First came Midwinter… and then the dissolution of the Soviet Union. Whether you see a causality in this sequence of events or not – the illegitimate child of these two followed soon enough, and it was called Ashes of Empire. From the (at the time very much current) situation of the former Soviet Union, the game takes its scenario: A large country, a major military has collapsed under its own economic weight. Its former republics are plunging into anarchy, and not the good kind. Armed former military units, now turned into modern-day highwaymen, are roaming the countries, leaving a trail of fear and suffering among the already poor and underfed population whereever their aimless plundering takes them. Only some local administrative structures can still uphold at least a bit of order.
Reviewing games belonging to genres which are governed by very strong conventions is not much fun. All too often, you fall back to just going through the motions, performing a mental checklist. Which, not incidentally, is one of the main reasons I rarely dive into shoot 'em ups. It's not a seen-one-seen-'em-all genre, but it is sort of discussed-one-discussed-'em-all. Still, there are some which simply shouldn't go unmentioned. This can be for various reasons, like general popularity, coming from a noteworthy company or even indeed doing something a little different.
In the strategy genre, there is usually a distinction between high level strategy and low level tactics. Some games do one of them right, some excel at the other. Consolidating both levels into one game rarely works: It is the interface between the two which is hard to get right. One major aspect is that none of the levels may take up too much time, because otherwise, the players will forget about what happened on the other. How does this fare with Cyber Empires?
Empire inspired a whole generation of programmers to do similar games. The concept is simple, yet addicting: Start with one city, build up an army and conquer the whole (unknown) world. That's it. Plain and simple. Maybe you've had this many times before, but certainly not often that well done!
A strategy game set in the D&D universe. A sequel of Stronghold? No - Fantasy Empires follows the futuristic footsteps of Cyber Empires. On the surface, not a lot has changed in the gameplay: Competing armies are strategically shuffled around a world map... until they meet, which is when the games zooms into a real-time battle screen on which the player can even control one soldier himself.
Build and manage all the complex, interconnected operations of a modern skyscraper.
You are the owner and the general manager of your building, which you create from nothing, shaping and sculpting it by adding offices here, coffee shops there, until it's a teeming edifice of commerce and intrigue. The challenges of SimTower grow with each storey you add on: Each of your Simtenants, be they office workers, residents, or shoppers at your stores, has places to go, and their time is not something they waste calmly.
This one is a Windows 3.1 turn-based strategic game in which your goal is to dominate the universe wiping out any opponents. It allows for up to 12 players (human or AI).
The game is far from being visually attractive, yet it may be quite absorbing. It does not contain anything like a technology tree, races, spaceship building, diplomacy, espionage, planet micromanagement or a lot of other things we got used to due to bigger space-based strategy games. What you mostly do is choose which stars to colonize, how many of your ships to send in which directions or garrison.
On earth, an experiment with the moonstone the Avatar got on his last adventure goes awry and carries him, along a professor and a reporter, to the lost Valley of Eodon, where dinosaurs and humans live together.
To lead a life like Hugh Hefner someday… doesn’t this cross most men’s minds? Well, in this game from 1997 we get the chance to give it a virtual try. Too bad, that you will have to start at the veeery bottom. Namely as a bank robber, who is hunted by the FBI and whom his chums have cheated of his share of the loot. So we hide in some dump in the desert, where we meet lovely Lula, who is willing to help us, if we can turn her into a heroine of the porn industry (which girl with a bust size of 50+ does not dream of this kind of things?!?).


* [REQUIREMENT]:
The full listing is needed, transcribed word for word.

* [EXCERPTED RECORDS]:
——
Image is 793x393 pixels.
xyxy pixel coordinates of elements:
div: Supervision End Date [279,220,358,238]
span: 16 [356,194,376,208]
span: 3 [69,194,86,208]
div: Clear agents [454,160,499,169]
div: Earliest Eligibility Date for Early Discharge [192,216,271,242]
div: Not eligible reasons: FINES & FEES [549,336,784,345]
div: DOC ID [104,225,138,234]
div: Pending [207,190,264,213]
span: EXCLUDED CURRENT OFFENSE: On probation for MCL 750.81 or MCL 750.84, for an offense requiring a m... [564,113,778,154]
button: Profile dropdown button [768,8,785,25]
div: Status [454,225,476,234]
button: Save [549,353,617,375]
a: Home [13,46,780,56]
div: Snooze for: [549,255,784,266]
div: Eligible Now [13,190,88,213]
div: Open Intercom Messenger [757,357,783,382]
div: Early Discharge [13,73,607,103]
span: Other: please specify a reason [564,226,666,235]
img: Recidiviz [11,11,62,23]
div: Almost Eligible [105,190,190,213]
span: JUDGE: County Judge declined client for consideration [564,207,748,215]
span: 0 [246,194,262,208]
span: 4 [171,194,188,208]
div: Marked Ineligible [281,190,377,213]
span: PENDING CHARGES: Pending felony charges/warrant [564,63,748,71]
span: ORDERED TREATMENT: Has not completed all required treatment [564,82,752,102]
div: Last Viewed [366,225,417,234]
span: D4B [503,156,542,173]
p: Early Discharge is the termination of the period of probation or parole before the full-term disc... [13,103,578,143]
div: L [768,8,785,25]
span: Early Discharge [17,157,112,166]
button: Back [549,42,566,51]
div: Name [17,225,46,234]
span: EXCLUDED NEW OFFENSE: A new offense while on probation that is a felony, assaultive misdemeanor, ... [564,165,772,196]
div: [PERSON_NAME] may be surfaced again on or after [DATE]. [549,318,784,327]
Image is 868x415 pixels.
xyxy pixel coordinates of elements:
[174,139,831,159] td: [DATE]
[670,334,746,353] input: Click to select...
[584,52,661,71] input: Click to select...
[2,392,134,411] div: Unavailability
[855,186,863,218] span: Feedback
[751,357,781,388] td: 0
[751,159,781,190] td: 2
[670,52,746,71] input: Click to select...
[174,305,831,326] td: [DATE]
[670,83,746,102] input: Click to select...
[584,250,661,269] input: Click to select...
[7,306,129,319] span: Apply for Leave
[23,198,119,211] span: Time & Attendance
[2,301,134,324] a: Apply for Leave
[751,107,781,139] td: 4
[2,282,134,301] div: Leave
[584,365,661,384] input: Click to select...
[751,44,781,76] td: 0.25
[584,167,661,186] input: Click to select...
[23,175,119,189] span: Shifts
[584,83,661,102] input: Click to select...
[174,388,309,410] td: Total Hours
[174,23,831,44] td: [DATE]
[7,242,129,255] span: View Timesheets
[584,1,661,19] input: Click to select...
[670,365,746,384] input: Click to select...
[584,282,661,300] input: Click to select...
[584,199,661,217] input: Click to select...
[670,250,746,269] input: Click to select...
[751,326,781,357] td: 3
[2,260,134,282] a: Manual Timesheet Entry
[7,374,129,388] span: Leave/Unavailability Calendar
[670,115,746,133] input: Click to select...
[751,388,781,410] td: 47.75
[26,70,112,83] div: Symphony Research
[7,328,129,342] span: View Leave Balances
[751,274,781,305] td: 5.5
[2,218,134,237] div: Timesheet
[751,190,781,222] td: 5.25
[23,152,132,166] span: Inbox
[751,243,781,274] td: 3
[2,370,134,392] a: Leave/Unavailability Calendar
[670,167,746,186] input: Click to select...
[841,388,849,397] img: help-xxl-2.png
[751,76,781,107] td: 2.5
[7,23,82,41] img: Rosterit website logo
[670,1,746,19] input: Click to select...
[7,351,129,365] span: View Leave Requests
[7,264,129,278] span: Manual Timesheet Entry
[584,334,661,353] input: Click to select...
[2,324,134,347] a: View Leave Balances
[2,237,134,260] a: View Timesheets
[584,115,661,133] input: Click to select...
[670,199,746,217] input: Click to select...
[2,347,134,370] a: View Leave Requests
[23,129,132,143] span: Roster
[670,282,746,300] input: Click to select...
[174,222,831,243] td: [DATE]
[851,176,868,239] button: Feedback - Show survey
——
* [ANSWER AREA]:
Image is 793x393 pixels.
xyxy pixel coordinates of elements:
div: Supervision End Date [279,220,358,238]
span: 16 [356,194,376,208]
span: 3 [69,194,86,208]
div: Clear agents [454,160,499,169]
div: Earliest Eligibility Date for Early Discharge [192,216,271,242]
div: Not eligible reasons: FINES & FEES [549,336,784,345]
div: DOC ID [104,225,138,234]
div: Pending [207,190,264,213]
span: EXCLUDED CURRENT OFFENSE: On probation for MCL 750.81 or MCL 750.84, for an offense requiring a m... [564,113,778,154]
button: Profile dropdown button [768,8,785,25]
div: Status [454,225,476,234]
button: Save [549,353,617,375]
a: Home [13,46,780,56]
div: Snooze for: [549,255,784,266]
div: Eligible Now [13,190,88,213]
div: Open Intercom Messenger [757,357,783,382]
div: Early Discharge [13,73,607,103]
span: Other: please specify a reason [564,226,666,235]
img: Recidiviz [11,11,62,23]
div: Almost Eligible [105,190,190,213]
span: JUDGE: County Judge declined client for consideration [564,207,748,215]
span: 0 [246,194,262,208]
span: 4 [171,194,188,208]
div: Marked Ineligible [281,190,377,213]
span: PENDING CHARGES: Pending felony charges/warrant [564,63,748,71]
span: ORDERED TREATMENT: Has not completed all required treatment [564,82,752,102]
div: Last Viewed [366,225,417,234]
span: D4B [503,156,542,173]
p: Early Discharge is the termination of the period of probation or parole before the full-term disc... [13,103,578,143]
div: L [768,8,785,25]
span: Early Discharge [17,157,112,166]
button: Back [549,42,566,51]
div: Name [17,225,46,234]
span: EXCLUDED NEW OFFENSE: A new offense while on probation that is a felony, assaultive misdemeanor, ... [564,165,772,196]
div: [PERSON_NAME] may be surfaced again on or after [DATE]. [549,318,784,327]
Image is 868x415 pixels.
xyxy pixel coordinates of elements:
[174,139,831,159] td: [DATE]
[670,334,746,353] input: Click to select...
[584,52,661,71] input: Click to select...
[2,392,134,411] div: Unavailability
[855,186,863,218] span: Feedback
[751,357,781,388] td: 0
[751,159,781,190] td: 2
[670,52,746,71] input: Click to select...
[174,305,831,326] td: [DATE]
[670,83,746,102] input: Click to select...
[584,250,661,269] input: Click to select...
[7,306,129,319] span: Apply for Leave
[23,198,119,211] span: Time & Attendance
[2,301,134,324] a: Apply for Leave
[751,107,781,139] td: 4
[2,282,134,301] div: Leave
[584,365,661,384] input: Click to select...
[751,44,781,76] td: 0.25
[584,167,661,186] input: Click to select...
[23,175,119,189] span: Shifts
[584,83,661,102] input: Click to select...
[174,388,309,410] td: Total Hours
[174,23,831,44] td: [DATE]
[7,242,129,255] span: View Timesheets
[584,1,661,19] input: Click to select...
[670,365,746,384] input: Click to select...
[584,282,661,300] input: Click to select...
[584,199,661,217] input: Click to select...
[670,250,746,269] input: Click to select...
[751,326,781,357] td: 3
[2,260,134,282] a: Manual Timesheet Entry
[7,374,129,388] span: Leave/Unavailability Calendar
[670,115,746,133] input: Click to select...
[751,388,781,410] td: 47.75
[26,70,112,83] div: Symphony Research
[7,328,129,342] span: View Leave Balances
[751,274,781,305] td: 5.5
[2,218,134,237] div: Timesheet
[751,190,781,222] td: 5.25
[23,152,132,166] span: Inbox
[751,243,781,274] td: 3
[2,370,134,392] a: Leave/Unavailability Calendar
[670,167,746,186] input: Click to select...
[841,388,849,397] img: help-xxl-2.png
[751,76,781,107] td: 2.5
[7,23,82,41] img: Rosterit website logo
[670,1,746,19] input: Click to select...
[7,351,129,365] span: View Leave Requests
[7,264,129,278] span: Manual Timesheet Entry
[584,334,661,353] input: Click to select...
[2,324,134,347] a: View Leave Balances
[2,237,134,260] a: View Timesheets
[584,115,661,133] input: Click to select...
[670,199,746,217] input: Click to select...
[2,347,134,370] a: View Leave Requests
[23,129,132,143] span: Roster
[670,282,746,300] input: Click to select...
[174,222,831,243] td: [DATE]
[851,176,868,239] button: Feedback - Show survey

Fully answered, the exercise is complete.